Two Hours: The Quest to Run the Impossible Marathon by Ed Caesar

Two Hours: The Quest to Run the Impossible Marathon by Ed Caesar

Author:Ed Caesar [Caesar, Ed]
Language: eng
Format: epub
Publisher: Simon & Schuster
Published: 2015-10-26T23:00:00+00:00


Chapter Six

Kids, That Was Real

2010–2012

BY 2010, Mutai knew he possessed rare talent. He also knew that talent was not enough. For the best runners, money swirled around and distractions were manifold. Every one of them had grown up like Sammy Wanjiru, poor and hungry. Mutai was not immune to such temptations. He remembered those foggy mornings in Rongai when he woke up in strangers’ houses, and he understood how easy it would be to return to that life. Running country was full of squandered, drunken talent.
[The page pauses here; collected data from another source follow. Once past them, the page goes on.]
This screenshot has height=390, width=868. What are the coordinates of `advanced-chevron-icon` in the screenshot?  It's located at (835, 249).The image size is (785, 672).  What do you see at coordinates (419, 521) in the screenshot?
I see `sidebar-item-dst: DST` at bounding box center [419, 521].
At the same time, he was excited by the ambition he saw around him. Athletes were achieving previously unthinkable times, and winning races in new ways. Haile had remade the art of record breaking in Berlin, and Wanjiru had reshaped the narrative of racing. One could not help but be swept up in the spirit of the age. Haile, in particular, inspired Mutai.

Every event became, in Mutai’s words, “a graduation.” Behind the scenes, his management was working to give him a shot at the Majors. After a lucrative sub-one-hour half-marathon win at Ras al-Khaimah in the United Arab Emirates, he was booked to run the Rotterdam Marathon in the spring of 2010. The race is not a Major, but it is in the highest class of second-tier marathons. Mostly people choose Rotterdam because, on the right day, it’s fast.
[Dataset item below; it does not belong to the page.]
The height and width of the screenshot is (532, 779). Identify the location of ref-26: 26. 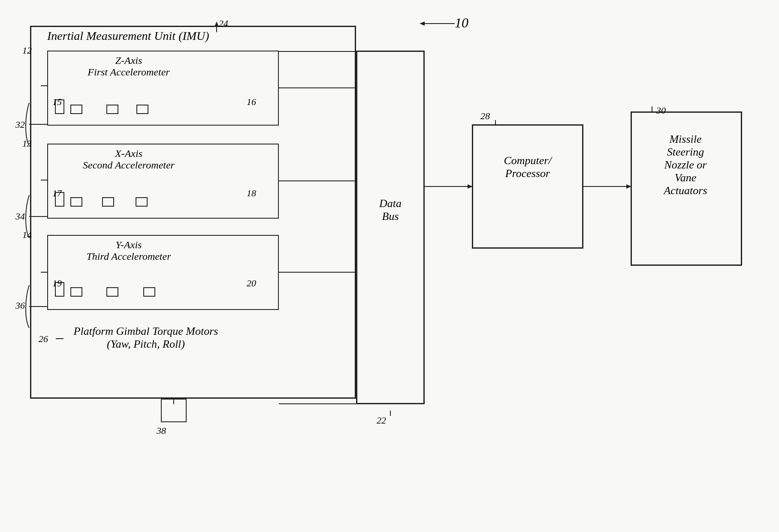
(43, 339).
On the gray, dank morning of April 11, 2010, the race started off rapidly. Ten contenders in the leading group sped through the first half in under 62 minutes, all of them on world record pace—a situation that could not hold. The lead group soon splintered and eventually included only two men: Mutai and Patrick Makau, a recalcitrant Kamba who wears a pencil mustache like a 1940s screen idol. In the closing straightaway, Makau pulled ahead of Mutai to record what was then the fourth-fastest marathon time ever: 2:04:47. Mutai was eight seconds behind, with a massive new personal best of 2:04:55. Although he hadn’t won the race, he’d led Makau most of the way to the finish line. What’s more, he was now a two-oh-four guy.

On the strength of his Rotterdam performance, Mutai was invited for a rematch against Makau in Berlin in September—his first Major. It was a rainy day, with puddles on the ground. Nobody expected a record. Once again, Mutai tried to push the pace; once again, Makau stuck to his heels. The pair ran as if linked by a tow chain all the way to the Brandenburg Gate, about 400 meters from the finish line, where Makau once again used his superior sprint to best his rival. The two men finished in 2:05:08 and 2:05:10, respectively.

This second consecutive defeat to Makau prompted a period of soul-searching for Mutai. He tried to analyze what had gone wrong. On both occasions, he had felt strong both before and during the race. He knew he was capable of sustained attacks of speed, as he had shown most dramatically at the 2009 Eindhoven Marathon, when he closed the last 7km in two-hour-marathon pace.